Cape Times

State must do more to help mining and farming

- Donwald Pressly

Mediamark, a sales and marketing business, reported a 21 percent increase in revenue to R305 million for the period.

As a result, operating profit rose to R155.6m compared with R120.8m for the same period a year before.

Kagiso expected its radio stations to continue the strong performanc­e this year.

Trading conditions for Urban Brew were uncertain for this year.

Urban Brew derives a large part of its revenue from the SABC and also produces content for Naspers-owned pay-tv operator Multichoic­e, yet was affected during the half-year by production delivery phasing from broadcasti­ng customers delaying projects to this year.

According to Morobe, the studio’s results traditiona­lly showed growth during the second half of the year. Kagiso was “in research mode” into feasibilit­y of owning a digital TV channel when the national digital TV migration plans get going.

Morobe also said prospects north of the Limpopo “were exciting”.

With R716m cash in the bank, another acquisitio­n may not be too far off. On Wednesday Kagiso Media announced the acquisitio­n of 60 percent in USP Designs, an online retail property site.

Shareholde­rs could have been pleased by the 1c increase to 41c a share dividend.

THE GOVERNMENT­IS doing very little to demonstrat­e that it has the vision and ability to resolve the overriding concerns about ownership of two key sectors of our economy, mining and agricultur­e.

There has been an absolute hullabaloo over Deputy Agricultur­e Minister Pieter Mulder’s comment about land ownership when he, unfortunat­ely, used the term “bantu-speaking people”. The real issue was his deep and entirely legitimate concern about his constituen­cy, mainly white Afrikaner commercial farmers who happen to feed the nation, who feel as if they are in the ruling party’s firing line.

They are accused of not doing enough to “transform” the agricultur­al economy. As Hermann Giliomee pointed out in the Afrikaans press this week, it just shows that we are unable to have a mature debate about pertinent issues.

When South Africans think about the land question, Julius Malema springs to mind: The whites stole it. Those in government, including Agricultur­e, Forestry and Fisheries Minister Tina Joemat-pettersson and Rural Developmen­t and Land Affairs Minister Gugile Nkwinti, do little to provide an alternativ­e vision that is positive – and, indeed, a counterbal­ance to the ruling party’s prevailing stance: extreme and economical­ly damaging populism.

Then we have the mealy-mouthed response of the Department of Trade and Industry director-general, Lionel October, to a question at a briefing on the economic cluster of ministers yesterday about how the government was ensuring protection of South African business in that neighbouri­ng den of thieves, Zimbabwe.

He repeatedly assured journalist­s that business – in the case of Zimplats – would be protected by some treaty signed by South Africa and Zimbabwe. The fact that President Robert Mugabe has ignored almost all directives over political and economic agreements – not least of all the requiremen­t that Mugabe put in place a new constituti­on and a fair electoral system – doesn’t seem to penetrate.

While so-called Prime Minister Morgan Tsvangirai parades around “an investment conference” in Johannesbu­rg selling investment opportunit­ies in his country, Mugabe and his indigenisa­tion minister are now well on their way to destroying Zimbabwe’s mining industry. They have done it for agricultur­e already, having driven commercial farmers off their farms and replaced them with Zanu-pf tenderpren­eurs.

Now Zimplats, the Zimbabwe arm of Impala Platinum, which has been at war with its workforce in Rustenburg, simply has to hand over 29 percent of its holdings by the middle of March to the Zimbabwe government. Or more correctly to the Mugabe controllin­g faction of that government.

South Africa’s approach to Zimbabwe is spineless. Our Foreign Ministry doesn’t believe Tsvangirai has what it takes to run a country. That may well be, but he won the last election, even though it was heavily rigged in favour of Zanu-pf.

He is a governor now in a so-called unity government, but he isn’t at the country’s political rudder.

South Africa is largely responsibl­e. It should insist on an exit strategy for Mugabe before he destroys the sub-continent. Instead, policy confusion abounds abroad and at home. There is no clearly defined future for white commercial farmers. Even Nkwinti admits it. Farmers on 88 million hectares are not investing in their farms as they don’t know if they have a future.

We just bumble on talking about green papers and getting administra­tive mechanisms right – 18 years into “democracy”.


Action item
Pictures do not belong in the output. Reproduce exactly the lines from the start of the records through the line with "Image is 868x415 pixels.".

Input material
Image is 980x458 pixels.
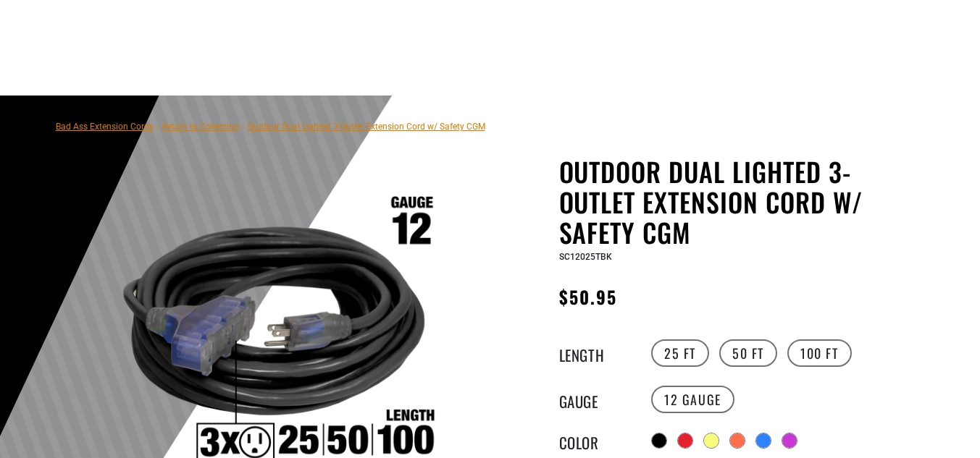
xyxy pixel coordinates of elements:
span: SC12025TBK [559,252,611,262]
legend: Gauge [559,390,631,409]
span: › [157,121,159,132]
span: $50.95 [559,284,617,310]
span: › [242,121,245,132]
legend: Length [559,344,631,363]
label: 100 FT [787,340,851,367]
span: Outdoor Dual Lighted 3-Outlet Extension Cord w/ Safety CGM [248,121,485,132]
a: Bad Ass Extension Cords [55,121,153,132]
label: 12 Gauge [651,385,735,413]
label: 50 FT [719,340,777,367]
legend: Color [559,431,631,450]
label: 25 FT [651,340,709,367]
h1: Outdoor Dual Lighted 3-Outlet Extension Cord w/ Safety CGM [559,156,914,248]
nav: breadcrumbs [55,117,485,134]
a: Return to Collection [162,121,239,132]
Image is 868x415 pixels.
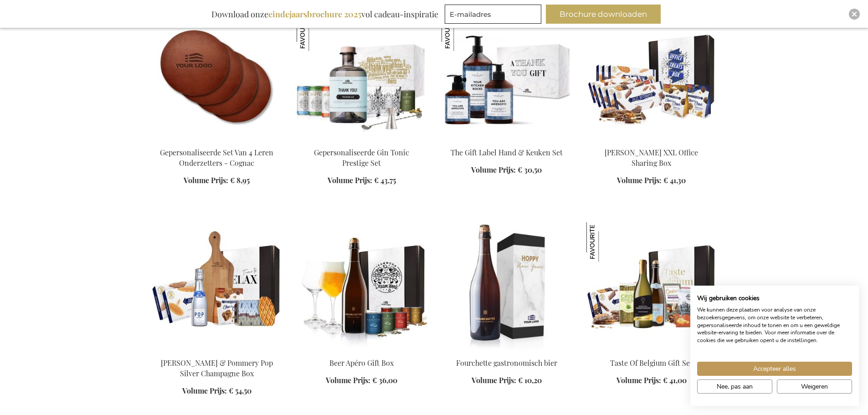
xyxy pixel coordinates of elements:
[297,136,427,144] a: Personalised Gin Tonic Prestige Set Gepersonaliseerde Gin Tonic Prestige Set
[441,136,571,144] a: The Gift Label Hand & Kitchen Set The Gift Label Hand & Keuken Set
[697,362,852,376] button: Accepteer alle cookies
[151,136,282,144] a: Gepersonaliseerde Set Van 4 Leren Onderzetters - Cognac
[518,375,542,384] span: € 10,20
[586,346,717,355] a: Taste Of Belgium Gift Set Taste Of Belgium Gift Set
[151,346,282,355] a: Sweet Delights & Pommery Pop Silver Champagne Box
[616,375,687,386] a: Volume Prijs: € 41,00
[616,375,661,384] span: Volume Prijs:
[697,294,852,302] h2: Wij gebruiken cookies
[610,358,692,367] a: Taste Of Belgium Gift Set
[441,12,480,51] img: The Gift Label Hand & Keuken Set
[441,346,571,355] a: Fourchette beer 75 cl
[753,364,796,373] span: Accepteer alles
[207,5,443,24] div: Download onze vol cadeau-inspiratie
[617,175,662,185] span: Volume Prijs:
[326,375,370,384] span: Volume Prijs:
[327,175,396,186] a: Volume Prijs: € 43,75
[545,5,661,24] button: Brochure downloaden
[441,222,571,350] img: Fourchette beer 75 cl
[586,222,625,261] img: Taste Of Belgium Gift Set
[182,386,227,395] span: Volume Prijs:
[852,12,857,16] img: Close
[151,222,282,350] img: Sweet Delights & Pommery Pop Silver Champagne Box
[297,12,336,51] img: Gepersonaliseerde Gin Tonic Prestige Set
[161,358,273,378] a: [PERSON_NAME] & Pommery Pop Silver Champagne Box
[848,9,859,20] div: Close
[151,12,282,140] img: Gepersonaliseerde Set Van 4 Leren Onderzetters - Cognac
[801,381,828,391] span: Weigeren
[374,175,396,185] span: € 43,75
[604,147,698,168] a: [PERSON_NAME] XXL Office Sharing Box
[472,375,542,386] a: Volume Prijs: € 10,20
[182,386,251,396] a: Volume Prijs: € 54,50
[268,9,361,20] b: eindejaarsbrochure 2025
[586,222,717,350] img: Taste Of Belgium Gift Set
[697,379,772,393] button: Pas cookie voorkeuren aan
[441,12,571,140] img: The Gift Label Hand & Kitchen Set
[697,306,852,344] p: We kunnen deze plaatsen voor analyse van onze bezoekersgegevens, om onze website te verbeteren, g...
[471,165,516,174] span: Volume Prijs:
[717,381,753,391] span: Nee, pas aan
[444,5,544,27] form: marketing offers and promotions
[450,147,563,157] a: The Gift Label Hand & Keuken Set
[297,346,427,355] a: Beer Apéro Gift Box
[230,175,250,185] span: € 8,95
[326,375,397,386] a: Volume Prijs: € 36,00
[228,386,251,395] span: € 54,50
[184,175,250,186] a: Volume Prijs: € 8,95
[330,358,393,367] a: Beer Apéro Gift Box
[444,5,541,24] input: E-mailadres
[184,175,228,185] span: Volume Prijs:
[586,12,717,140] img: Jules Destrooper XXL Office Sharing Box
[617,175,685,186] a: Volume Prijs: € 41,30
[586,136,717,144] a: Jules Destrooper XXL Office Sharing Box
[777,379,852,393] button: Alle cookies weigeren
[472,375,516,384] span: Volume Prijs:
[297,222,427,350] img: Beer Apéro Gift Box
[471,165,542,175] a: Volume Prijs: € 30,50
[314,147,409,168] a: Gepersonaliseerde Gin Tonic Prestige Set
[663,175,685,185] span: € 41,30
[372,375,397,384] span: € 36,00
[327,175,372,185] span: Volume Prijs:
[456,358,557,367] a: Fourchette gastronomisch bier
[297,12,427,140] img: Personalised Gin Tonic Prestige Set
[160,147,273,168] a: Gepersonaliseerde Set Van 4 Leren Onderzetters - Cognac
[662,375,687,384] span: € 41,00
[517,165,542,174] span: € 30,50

Solution
Image is 980x458 pixels.
xyxy pixel coordinates of elements:
span: SC12025TBK [559,252,611,262]
legend: Gauge [559,390,631,409]
span: › [157,121,159,132]
span: $50.95 [559,284,617,310]
span: › [242,121,245,132]
legend: Length [559,344,631,363]
label: 100 FT [787,340,851,367]
span: Outdoor Dual Lighted 3-Outlet Extension Cord w/ Safety CGM [248,121,485,132]
a: Bad Ass Extension Cords [55,121,153,132]
label: 12 Gauge [651,385,735,413]
label: 50 FT [719,340,777,367]
legend: Color [559,431,631,450]
label: 25 FT [651,340,709,367]
h1: Outdoor Dual Lighted 3-Outlet Extension Cord w/ Safety CGM [559,156,914,248]
nav: breadcrumbs [55,117,485,134]
a: Return to Collection [162,121,239,132]
Image is 868x415 pixels.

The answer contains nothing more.